I do however take some courage from this election cycle. The tide is really turning. The Republican neocon machine went into overdrive and poured 100s of millions of dollars into it. They lied, cheated, intimidated and fought dirty in every way imaginable. But America didn't fall for it. If you add in the millions of votes suppressed, rejected or from poorer sections of society that just can't get to a polling station and see no point if their state always votes Democratic anyway then I suspect Obama's majority would be 10-15 million. I'm sure some Republicans couldn't bring themselves to vote for Romney too - but overall I think there is evidence that the 90 Million who failed to vote would have split roughly 45 D and 30R with 15m for Green party or something else.

Personally I don't see the value of filibusters to a democratic system. But equally I think every vote in congress/the senate should be a free vote.

In the UK if the House of Lords votes down a bill the Commons can send it back and eventually it has to pass. Is there nothing like that in the US?

AAMVN's picture

The US 'system' does look rather like an object lesson in how not to run an election. It is hard to find a democracy that is actually worse - any candidates?

Proportional systems seem inherently fairer but can lead to chaotic changes of PM every 6-12 months like Japan. Who'd want that?

If they can inpose uniform and fair registration and polling in all states and perhaps break the states into constituencies so that every electoral vote had one constuency each - or maybe 2-3 votes per constituency it could work better. Will they ever agree? Doubt it.
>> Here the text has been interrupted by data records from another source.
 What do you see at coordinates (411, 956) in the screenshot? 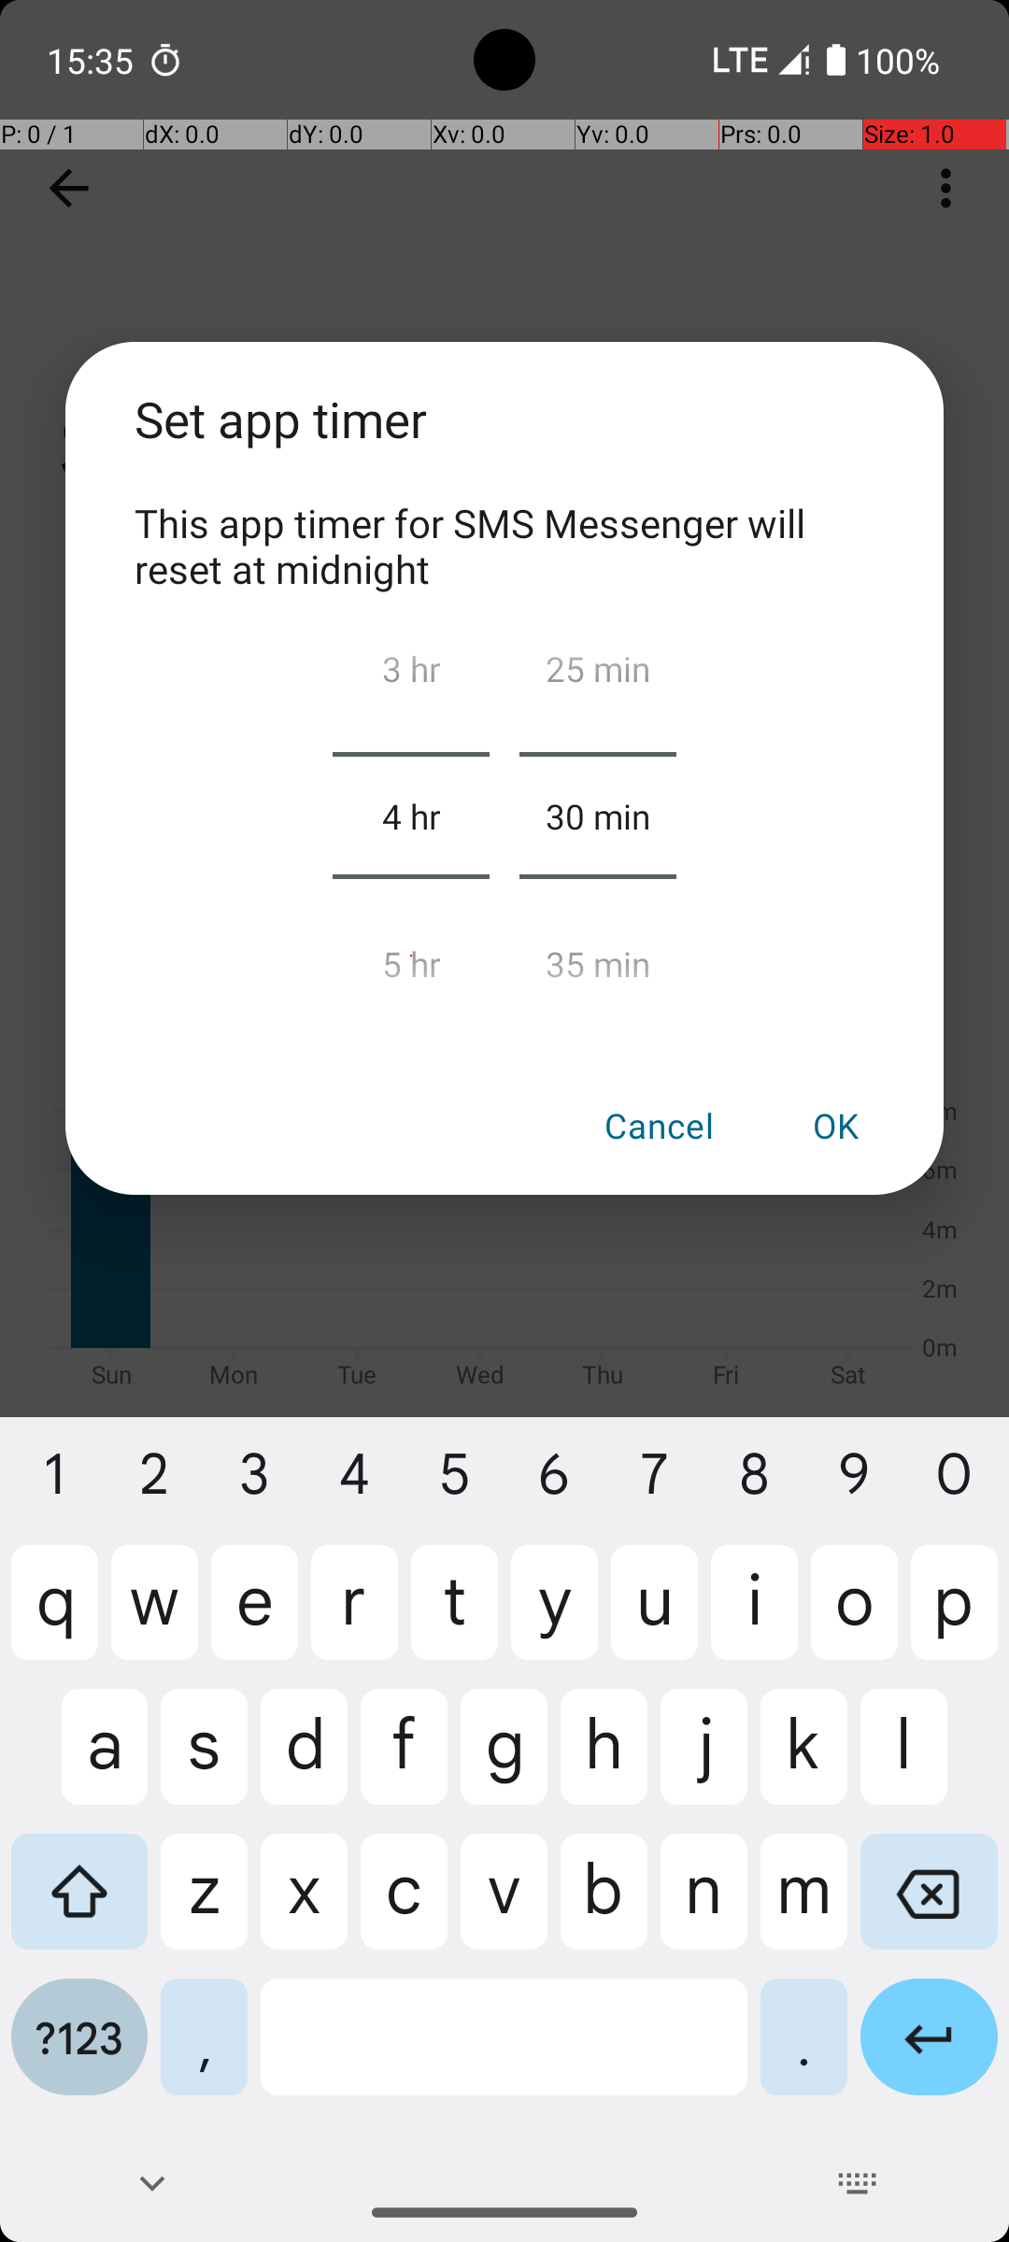
I see `5 hr` at bounding box center [411, 956].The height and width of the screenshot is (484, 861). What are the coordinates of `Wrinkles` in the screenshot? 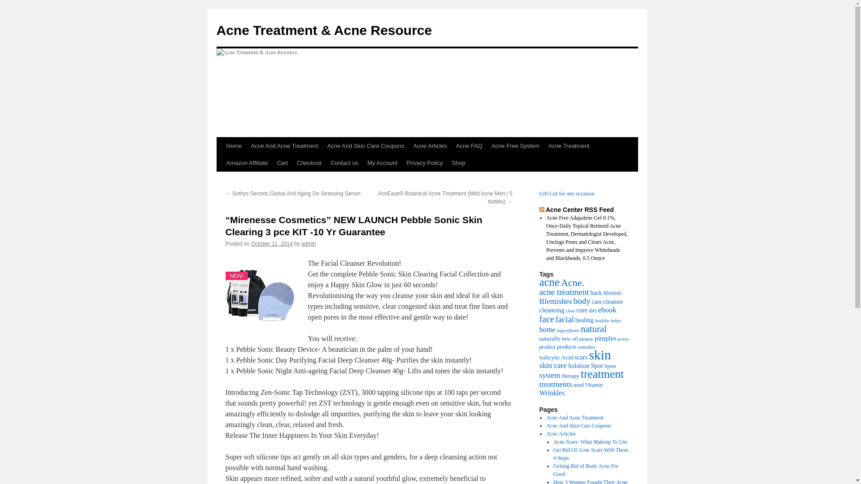 It's located at (552, 393).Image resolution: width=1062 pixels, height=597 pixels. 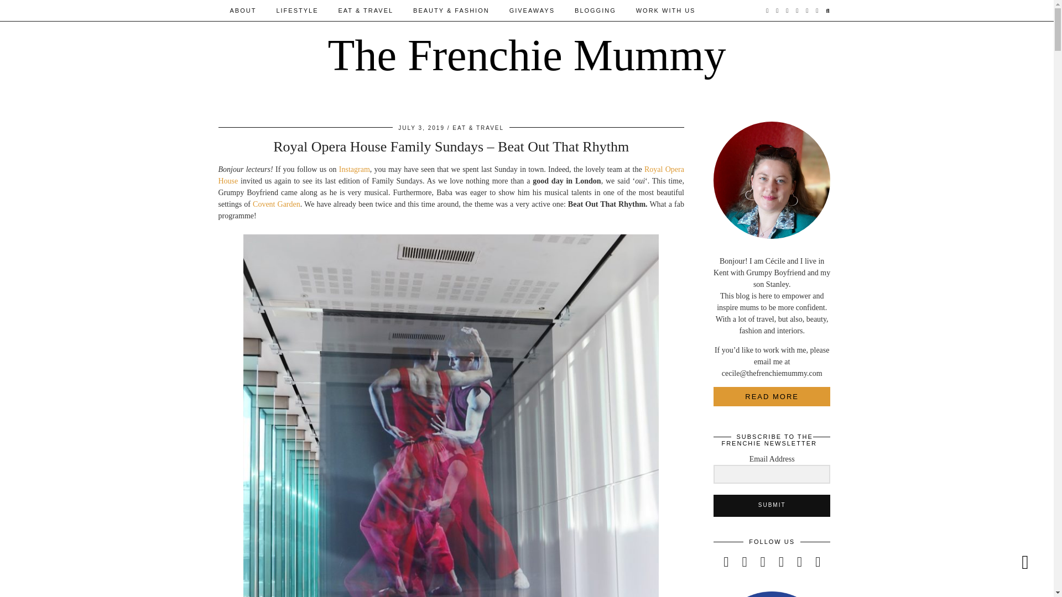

If they could just give Texas back to Mexico there'd never be another Republican in the Whitehouse. I know I know - but if that fool Coulter can suggest not letting women vote I can send the lone star state packing...

Lucidus's picture

In terms of the presidential elections, the Democratic Party has few places to advance into.
Assuming the Democrats win Florida, the only state they could typically expect to take in 2016 is North Carolina (Obama 48.4%; Romney 50.6%).
Beyond that, their next best result is Georgia (45.4%).

So there are about 22 states the Democrats can ignore for presidential elections. And much the same applies to the Republicans.

The electoral college does reinforce a polarised USA. If all states split their electoral college vote proportionally, then the contest would involve all states, which would be healthier for democracy.